Friday, September 05, 2014

2723 - WBC

I found this exchange of ideas on the subject of the Westboro Baptist Church. It's been sitting in my blog folder gathering dust. Time to get it out.


(from the original poster...)
I'll keep this short. One person I cared about very much, a few years back, was killed and the Westboro Baptist Church promptly showed up at his funeral to picket it and scream obscenities at the funeral procession. The family was in tears, I was in tears, and these WBC ghouls seemed to relish in making broken people feel even more heartbroken. The deceased was one of the closest people in the world to me, and I still feel my lungs suffocating in fury towards the universe and sadness whenever I think about the fact that I will never see his face again.
And I couldn't even have a peaceful last day with his body because the Westboro Baptist Church decided to make it into a bitter, sour moment for everyone there. Just because they could.
The funeral was supposed to give me peace and closure. Instead, every time I think about that evening, I am filled with a mix of poisonous emotions like rage and confusion over how such filthy people like the Phelps gang could do what they did without any remorse.
I live pretty close to where Fred Phelps will probably be buried, and I fully intend to take out my anger on his grave. I'm not going to give many details because I know it's a crime according to local regulations. Suffice it to say the grave will be extremely unclean and disgusting by the time I'm done with it.
I just need to release all this anger somewhere, and I've thought about my decision. It makes sense.
Fred Phelps himself won't care because he's dead and rotting.
The only people emotionally affected by my desecration will be his family, and honestly I couldn't give two shits about how they feel.
So this act will really be about final closure and a way to release the bottled up anger in a satisfying way.
Please change my view.


(first good response...)
"I live pretty close to where Fred Phelps will probably be buried, and I fully intend to take out my anger on his grave. I'm not going to give many details because I know it's a crime according to local regulations. Suffice it to say the grave will be extremely unclean and disgusting by the time I'm done with it."
It's likely he'll be buried on their own property for this reason; if that's the case, you'd almost certainly be nabbed for trespassing. Phelps isn't worth winding up in court over.

"The only people emotionally affected by my desecration will be his family, and honestly I couldn't give two shits about how they feel."
This is true, but probably not in the way you're imagining. They'd love for you to do that, and would take it as a vindication of their views and proof that they're both righteous and right in what they're doing.

The members of Westboro Baptist Church know that they're hated; it forms a core part of their doctrine. They believe in the idea that there is a limit on the number of people who will be saved, and that the vast majority of us are damned and it happens that they are the elect. It's a particularly nasty spin on hyper-Calvinism (though it should be clarified that while WBC considers itself Calvinist, actual Calvinist denominations typically denounce them outright). Their protests aren't meant to change minds; in their view, the elect are preordained and there's basically nothing that most people can do to avoid being damned, so they see it as their duty to make sure we know that we're damned.

Part of that whole package is that they believe that their rightness is assured by how much opposition they attract; that the fact that so many people hate them and speak out against them is proof that their doctrine is correct.

If you do go to desecrate his grave (and somehow either get away with it or don't mind the legal consequences), you will not be hurting his followers. You will be making them happier, because they'll see the desecration not as a desecration, but as further evidence that they must be on to something if so many of the "non-elect" hate them so viciously.

I understand they've hurt you. They've hurt a lot of people, because they're genuinely awful human beings. But they thrive on the hurt they've caused. It'd be best to acknowledge that Fred Phelps can't hurt anyone else and let his squirrelly little cult degenerate into infighting and eventually cease to exist. they'll try to keep it going for a while, and people like Shirley Phelps-Roper will never see that what they're doing is wrong, but eventually, it'll stop.

For your own self-interest in not being either in jail or inundated by lawsuits and to make sure that you're not both increasing their happiness and how much they believe in the horseshit that Phelps wasted his life spewing, you should find another way to get closure. He's gone, and his life was sad and miserable and dominated by rage and hatred and the rest of us come out on top.


(second good response...)
I am an ex-Calvinist; I wasn't as extreme as the WBC, but there was a point in my life where I sympathized with them.

Being hated is a core doctrine. When people denounced us or spat at us, we took it as pride. Additional detail edit: If someone expressed anger or hate towards us for something religious-based, it actually made us feel pleasure and was something we actively searched out.

Desecrating a grave will not hurt them; they cannot be hurt because they feed on aggression. They believe they are right, and any anger at them is a sign that you are wrong.

Anger is a tough thing to handle, but it hurts no one but yourself. The opposite of love is not hate, it is apathy, because once you feel nothing, they are dead to you, and that is power.


2 comments:

eViL pOp TaRt said...

I can understand the depth of feeling about the WBC. I don't think they will come out too well in the Final Judgement.

Duckbutt said...

They should install a urinal on his grave.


Once the pictures are removed, restate the listing word for word.
═══ EXCERPTED RECORDS ═══
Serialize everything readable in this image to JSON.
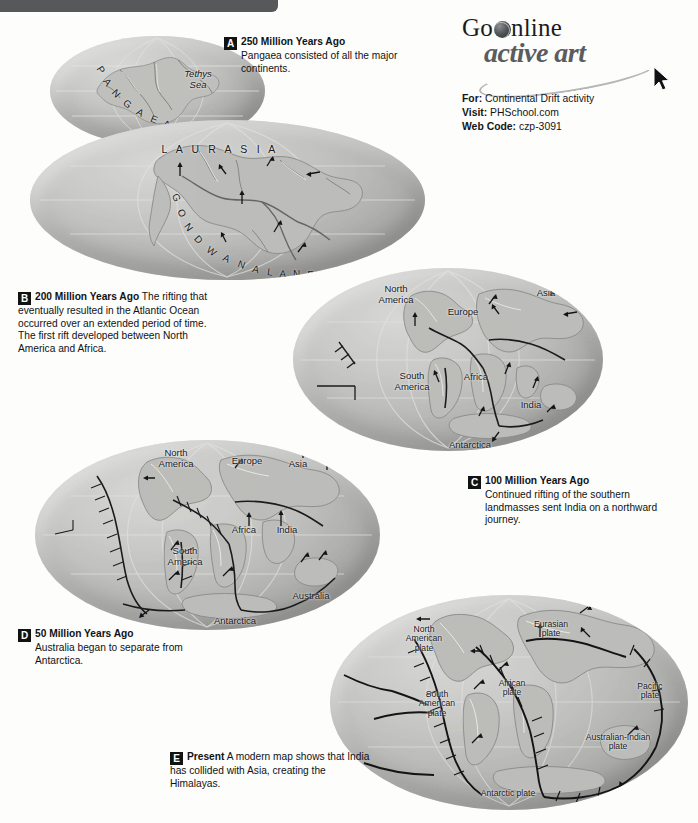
{
  "figure": {
    "title_bar": "",
    "caption_steps": [
      {
        "id": "A",
        "letter": "A",
        "heading": "250 Million Years Ago",
        "text": "Pangaea consisted of all the major continents."
      },
      {
        "id": "B",
        "letter": "B",
        "heading": "200 Million Years Ago",
        "text": "The rifting that eventually resulted in the Atlantic Ocean occurred over an extended period of time. The first rift developed between North America and Africa."
      },
      {
        "id": "C",
        "letter": "C",
        "heading": "100 Million Years Ago",
        "text": "Continued rifting of the southern landmasses sent India on a northward journey."
      },
      {
        "id": "D",
        "letter": "D",
        "heading": "50 Million Years Ago",
        "text": "Australia began to separate from Antarctica."
      },
      {
        "id": "E",
        "letter": "E",
        "heading": "Present",
        "text": "A modern map shows that India has collided with Asia, creating the Himalayas."
      }
    ]
  },
  "logo": {
    "go": "Go",
    "globe_icon": "globe-icon",
    "online": "nline",
    "active_art": "active art",
    "cursor_icon": "cursor-arrow-icon",
    "for_label": "For:",
    "for_value": "Continental Drift activity",
    "visit_label": "Visit:",
    "visit_value": "PHSchool.com",
    "webcode_label": "Web Code:",
    "webcode_value": "czp-3091"
  },
  "globes": {
    "a_inset": {
      "name": "pangaea-inset-globe",
      "labels": [
        {
          "text": "PANGAEA",
          "style": "arched"
        },
        {
          "text": "Tethys\nSea",
          "style": "italic"
        }
      ]
    },
    "b": {
      "name": "globe-200-mya",
      "labels": [
        {
          "text": "L A U R A S I A",
          "style": "spaced"
        },
        {
          "text": "GONDWANALAND",
          "style": "arched"
        }
      ]
    },
    "c": {
      "name": "globe-100-mya",
      "labels": [
        {
          "text": "North\nAmerica"
        },
        {
          "text": "Europe"
        },
        {
          "text": "Asia"
        },
        {
          "text": "South\nAmerica"
        },
        {
          "text": "Africa"
        },
        {
          "text": "India"
        },
        {
          "text": "Australia"
        },
        {
          "text": "Antarctica"
        }
      ]
    },
    "d": {
      "name": "globe-50-mya",
      "labels": [
        {
          "text": "North\nAmerica"
        },
        {
          "text": "Europe"
        },
        {
          "text": "Asia"
        },
        {
          "text": "South\nAmerica"
        },
        {
          "text": "Africa"
        },
        {
          "text": "India"
        },
        {
          "text": "Australia"
        },
        {
          "text": "Antarctica"
        }
      ]
    },
    "e": {
      "name": "globe-present",
      "labels": [
        {
          "text": "North\nAmerican\nplate"
        },
        {
          "text": "Eurasian\nplate"
        },
        {
          "text": "African\nplate"
        },
        {
          "text": "South\nAmerican\nplate"
        },
        {
          "text": "Pacific\nplate"
        },
        {
          "text": "Australian-Indian\nplate"
        },
        {
          "text": "Antarctic plate"
        }
      ]
    }
  },
  "colors": {
    "header_bar": "#56585a",
    "globe_fill": "#c6c6c4",
    "text": "#111214",
    "logo_gray": "#5a5c5e"
  }
}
═══
# OUTPUT FOR THIS TASK
Serialize everything readable in this image to JSON.
{
  "figure": {
    "title_bar": "",
    "caption_steps": [
      {
        "id": "A",
        "letter": "A",
        "heading": "250 Million Years Ago",
        "text": "Pangaea consisted of all the major continents."
      },
      {
        "id": "B",
        "letter": "B",
        "heading": "200 Million Years Ago",
        "text": "The rifting that eventually resulted in the Atlantic Ocean occurred over an extended period of time. The first rift developed between North America and Africa."
      },
      {
        "id": "C",
        "letter": "C",
        "heading": "100 Million Years Ago",
        "text": "Continued rifting of the southern landmasses sent India on a northward journey."
      },
      {
        "id": "D",
        "letter": "D",
        "heading": "50 Million Years Ago",
        "text": "Australia began to separate from Antarctica."
      },
      {
        "id": "E",
        "letter": "E",
        "heading": "Present",
        "text": "A modern map shows that India has collided with Asia, creating the Himalayas."
      }
    ]
  },
  "logo": {
    "go": "Go",
    "globe_icon": "globe-icon",
    "online": "nline",
    "active_art": "active art",
    "cursor_icon": "cursor-arrow-icon",
    "for_label": "For:",
    "for_value": "Continental Drift activity",
    "visit_label": "Visit:",
    "visit_value": "PHSchool.com",
    "webcode_label": "Web Code:",
    "webcode_value": "czp-3091"
  },
  "globes": {
    "a_inset": {
      "name": "pangaea-inset-globe",
      "labels": [
        {
          "text": "PANGAEA",
          "style": "arched"
        },
        {
          "text": "Tethys\nSea",
          "style": "italic"
        }
      ]
    },
    "b": {
      "name": "globe-200-mya",
      "labels": [
        {
          "text": "L A U R A S I A",
          "style": "spaced"
        },
        {
          "text": "GONDWANALAND",
          "style": "arched"
        }
      ]
    },
    "c": {
      "name": "globe-100-mya",
      "labels": [
        {
          "text": "North\nAmerica"
        },
        {
          "text": "Europe"
        },
        {
          "text": "Asia"
        },
        {
          "text": "South\nAmerica"
        },
        {
          "text": "Africa"
        },
        {
          "text": "India"
        },
        {
          "text": "Australia"
        },
        {
          "text": "Antarctica"
        }
      ]
    },
    "d": {
      "name": "globe-50-mya",
      "labels": [
        {
          "text": "North\nAmerica"
        },
        {
          "text": "Europe"
        },
        {
          "text": "Asia"
        },
        {
          "text": "South\nAmerica"
        },
        {
          "text": "Africa"
        },
        {
          "text": "India"
        },
        {
          "text": "Australia"
        },
        {
          "text": "Antarctica"
        }
      ]
    },
    "e": {
      "name": "globe-present",
      "labels": [
        {
          "text": "North\nAmerican\nplate"
        },
        {
          "text": "Eurasian\nplate"
        },
        {
          "text": "African\nplate"
        },
        {
          "text": "South\nAmerican\nplate"
        },
        {
          "text": "Pacific\nplate"
        },
        {
          "text": "Australian-Indian\nplate"
        },
        {
          "text": "Antarctic plate"
        }
      ]
    }
  },
  "colors": {
    "header_bar": "#56585a",
    "globe_fill": "#c6c6c4",
    "text": "#111214",
    "logo_gray": "#5a5c5e"
  }
}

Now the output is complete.